GOESAN COUNTY, March 20 (Korea Bizwire) — With foreign workers increasingly assuming a crucial role on many of South Korea’s farms, there is growing sentiment that the uglier aspects of the migrant worker experience, ranging from human rights abuses to punishing amounts of overwork, need to be addressed.
Foreign workers found on farms come through either the seasonal work program or the employment permit system.
The seasonal work program was first introduced in Goesan County in North Chungcheong Province in 2015 after the rural region, which is renowned for its locally grown salted cabbage, persistently faced a shortage of suitable farmhands come harvest season.
The program offers a maximum of three months’ work to foreign workers, and it must be approved by the Ministry of Justice.
Goesan’s near absence of companies and public offices that offer white-collar jobs had already caused younger adults to head to more urban centers, leaving behind a town of near 40,000 where 30.8 percent are 65 years of age or older.
After starting with 19 Chinese workers from Goesan’s sister city of Ji’an, the number of incoming Chinese via the seasonal work program has increased every year. A total of 73 came to pluck cabbage in the fields of Goesan from Ji’an in 2016, and 120 did the same the following year.
The county office has revealed that 193 workers from Ji’an will come to work in the first and second half of this year. The earlier workers will help farm tobacco, ginseng and pepper, and the later arrivals will focus on the all-important cabbage crop.
An individual with ties to the county office said, “Because agriculture is a 3D job [Dirty, Difficult, Dangerous] finding farmhands in an agricultural village is next to impossible. It’s thanks to the seasonal foreign workers that the labor problem is at least somewhat alleviated.”
Other farming communities around the country seem to concur with this individual’s views, as around 2,300 seasonal foreign workers are set to land in 31 different municipalities this year.
In addition to the seasonal work program, South Korea’s employee permit system, a foreign laborer placement scheme in fishing, manufacturing and agriculture – leading examples of 3D industries – has made the sight of foreigners laboring in South Korea’s countryside a more common one.
Hailing from 16 countries, the workers are generally granted E-9 visas and are allowed three-year stays with the option of a 22-month extension. Initially 2,000 to 5,000 were placed on farms, but since 2013 that number has hovered around 6,000.
This year, 5,870 are expected to toil on South Korean farms, yet judging by the calls coming out of the agricultural sector asking for more workers, demand appears to be outstripping labor supply.
While the arrival of foreign workers has proved to be a beneficial addition for South Korea’s farmers, allegations of horrid working and living conditions, abuse and other troubling aspects of workers’ experiences have marred the image of the employee permit system.
No major story has yet come out from foreign participants of the seasonal work program, with some attributing the absence of such matters to the work scheme’s relative brevity.
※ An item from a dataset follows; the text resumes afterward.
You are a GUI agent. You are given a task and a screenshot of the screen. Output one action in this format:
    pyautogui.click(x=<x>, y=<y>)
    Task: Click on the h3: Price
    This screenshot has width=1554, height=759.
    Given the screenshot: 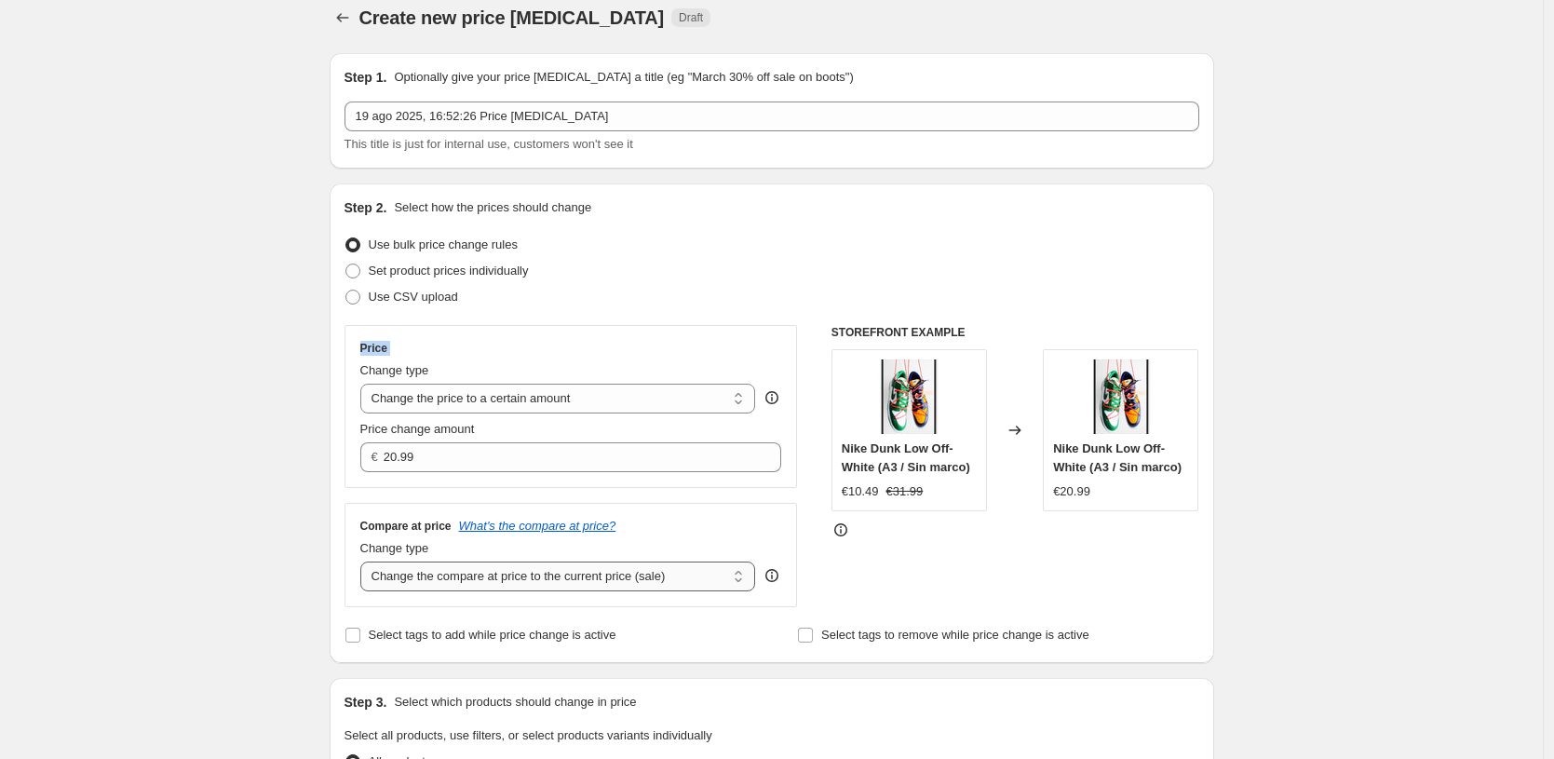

However, with municipalities calling on the Ministry of Justice to consider expanding the duration of the seasonal work program, civic groups and the Ministry of Employment and Labor have expressed opposition to the idea, citing the possibility of an increase in the number of labor and housing indignities suffered by foreign workers.
At any rate, while problems with the seasonal work program in terms of human rights violations remain hypothetical or unreported, experts have already urged the government to revise the employee permit system, pointing to the restriction placed on foreign workers’ job transfer as in dire need of being overhauled.
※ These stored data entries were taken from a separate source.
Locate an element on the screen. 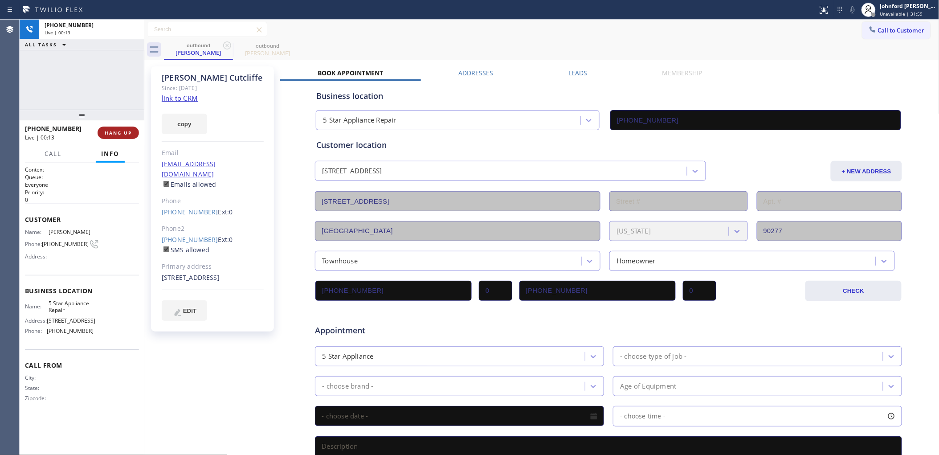 This screenshot has height=455, width=939. div: Townhouse is located at coordinates (340, 260).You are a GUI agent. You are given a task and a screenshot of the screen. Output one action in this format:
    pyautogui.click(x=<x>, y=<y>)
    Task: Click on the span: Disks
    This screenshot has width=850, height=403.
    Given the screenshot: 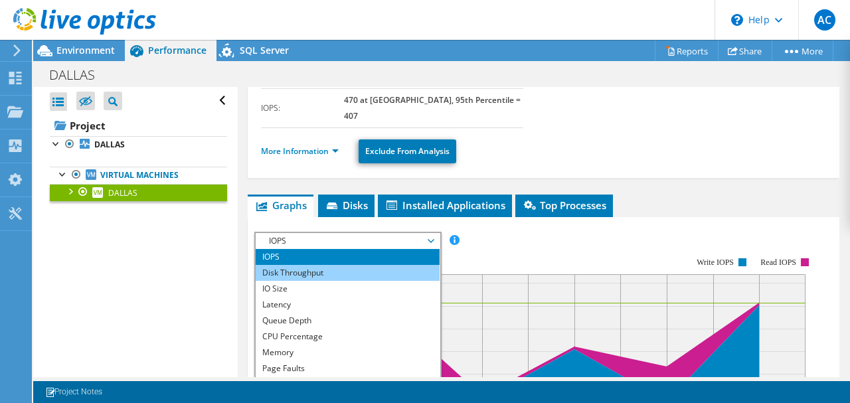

Under the employee permit system, a participating foreign worker has the option of switching workplaces a maximum of three times during his or her stay. However, the moves must be approved by the current employer, or there must be exceptional circumstances such as the withholding of wages or other employment law infractions, which makes exercising the option to move an unrealistic course of action for some.
As a result, human rights and foreign workers support groups allege that abuses such as forced labor and even withholding of wages and severance pay and other forms of prejudice are common practice.
The employment permit system has been mentioned by the UN’s Committee on the Elimination of Racial Discrimination, which recommended the labor scheme be revised.
Supporters of a revision will hope that it can prevent future recurrences of last year’s tale involving a 24-year-old Cambodian worker employed at a sesame seed leaf grower.
The Cambodian worker had no other place to sleep but inside a greenhouse or shipping container and relied on an outdoor bathroom and a shower with no running hot water as her amenities. Despite these miserable living quarters, her employer deducted 200,000 won to 300,000 won from her monthly wages in the name of living expenses.
With other tales rising to the surface of foreign workers being given no choice but to sleep in a greenhouse throughout the winter and working around the clock with no days off, farmers would do well to embrace these individuals not merely as “the labor” but also as individuals that deserve to be treated with dignity.